Closed CIVITAS-John closed 4 years ago
I did a check of the other number crunching prims and found that min
and max
were similarly affected. mean
is also affected, but surprisingly to me mean
throws an error with any non-number items in its list argument, which is different behavior than sum
, median
, and variance
. I'm trying to figure out why that's the case, and might update both desktop and web to change the behavior if there isn't a good reason.
I'll also be adding test cases for all scenarios to desktop so we can avoid regressions in the future.
Several weeks ago, I encountered a different behavior between NetLogo and NetLogo Web. To produce it minimally, try:
sum ["go-home" 5 "go-grocery" 1 "go-park" 1 "go-bar" 1 "wander" 1]
Expected result: 9 (NetLogo) Actual result: "0go-home5go-grocery1go-park1go-bar1wander1" (NetLogo Web)
The unexpected result then caused an undefined error (ERROR: ) in the following procedure:
; get-decision: Randomly report a decision from the given weighted list. to-report get-decision [ chances ] ; let maximum reduce [ [current next] -> ifelse-value (is-number? next) [ current + next ] [ current ] ] but-first chances let maximum sum chances let dice random maximum let current 0 let index 0 loop [ set current current + item (index + 1) chances if (current > dice) [ report item index chances ] set index (index + 2) if (index >= length chances) [ report item (index - 2) chances ] ] end
Interestingly, the commented "reduce" implementation works well in both platforms. I assume it is due to the fact that NetLogo Web doesn't perform type checking in its Javascript implementation of "sum" primitive.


EXERCISE
Take from the records below each line that holds "swatch".

RECORD EXCERPTS

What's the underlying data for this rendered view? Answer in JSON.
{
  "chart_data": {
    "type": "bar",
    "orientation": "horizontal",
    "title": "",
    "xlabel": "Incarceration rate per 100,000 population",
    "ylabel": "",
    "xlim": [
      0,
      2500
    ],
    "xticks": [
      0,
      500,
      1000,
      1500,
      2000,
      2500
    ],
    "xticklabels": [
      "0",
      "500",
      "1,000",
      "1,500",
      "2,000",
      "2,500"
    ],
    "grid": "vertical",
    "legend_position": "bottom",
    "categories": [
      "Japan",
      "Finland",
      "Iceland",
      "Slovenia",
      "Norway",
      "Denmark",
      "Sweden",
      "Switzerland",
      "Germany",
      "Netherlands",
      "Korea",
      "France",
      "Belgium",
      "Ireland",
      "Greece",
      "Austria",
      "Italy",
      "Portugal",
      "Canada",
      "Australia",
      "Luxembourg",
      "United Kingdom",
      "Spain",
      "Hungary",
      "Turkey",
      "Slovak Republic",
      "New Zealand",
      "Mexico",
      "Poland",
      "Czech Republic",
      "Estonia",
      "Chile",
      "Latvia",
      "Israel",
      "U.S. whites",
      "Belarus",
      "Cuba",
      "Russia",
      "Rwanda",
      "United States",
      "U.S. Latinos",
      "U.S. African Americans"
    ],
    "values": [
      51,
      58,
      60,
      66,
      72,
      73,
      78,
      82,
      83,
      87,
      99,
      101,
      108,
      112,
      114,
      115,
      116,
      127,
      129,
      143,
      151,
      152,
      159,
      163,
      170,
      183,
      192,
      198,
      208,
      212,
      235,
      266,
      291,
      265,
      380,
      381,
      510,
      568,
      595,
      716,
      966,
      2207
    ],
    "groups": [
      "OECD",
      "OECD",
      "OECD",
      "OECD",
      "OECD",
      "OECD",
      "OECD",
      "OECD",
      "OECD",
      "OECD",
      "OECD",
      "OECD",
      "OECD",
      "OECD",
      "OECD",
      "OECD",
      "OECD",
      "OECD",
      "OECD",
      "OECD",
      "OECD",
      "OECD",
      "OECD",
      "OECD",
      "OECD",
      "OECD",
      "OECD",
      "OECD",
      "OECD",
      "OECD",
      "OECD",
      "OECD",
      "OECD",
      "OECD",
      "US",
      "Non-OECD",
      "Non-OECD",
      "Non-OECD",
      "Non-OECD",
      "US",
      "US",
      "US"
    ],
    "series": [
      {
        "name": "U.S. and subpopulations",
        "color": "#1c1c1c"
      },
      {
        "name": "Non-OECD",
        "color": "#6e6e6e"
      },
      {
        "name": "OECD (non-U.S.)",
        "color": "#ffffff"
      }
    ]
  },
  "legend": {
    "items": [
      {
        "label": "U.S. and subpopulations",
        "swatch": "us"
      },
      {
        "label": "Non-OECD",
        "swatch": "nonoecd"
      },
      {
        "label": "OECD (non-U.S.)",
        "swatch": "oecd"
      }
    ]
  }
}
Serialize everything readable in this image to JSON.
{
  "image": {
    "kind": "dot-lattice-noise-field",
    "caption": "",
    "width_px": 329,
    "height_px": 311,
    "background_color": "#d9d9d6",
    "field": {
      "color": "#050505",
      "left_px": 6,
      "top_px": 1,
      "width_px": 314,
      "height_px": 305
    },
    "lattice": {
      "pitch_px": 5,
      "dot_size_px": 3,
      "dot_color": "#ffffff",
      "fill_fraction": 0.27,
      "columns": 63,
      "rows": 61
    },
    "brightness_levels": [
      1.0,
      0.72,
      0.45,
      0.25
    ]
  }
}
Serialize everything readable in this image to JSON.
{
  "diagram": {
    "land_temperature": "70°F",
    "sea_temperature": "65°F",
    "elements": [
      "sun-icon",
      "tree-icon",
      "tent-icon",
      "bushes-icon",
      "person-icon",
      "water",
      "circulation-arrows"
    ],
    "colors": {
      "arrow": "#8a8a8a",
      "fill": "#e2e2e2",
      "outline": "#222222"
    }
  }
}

RESULT OF THIS TASK
        "swatch": "us"
        "swatch": "nonoecd"
        "swatch": "oecd"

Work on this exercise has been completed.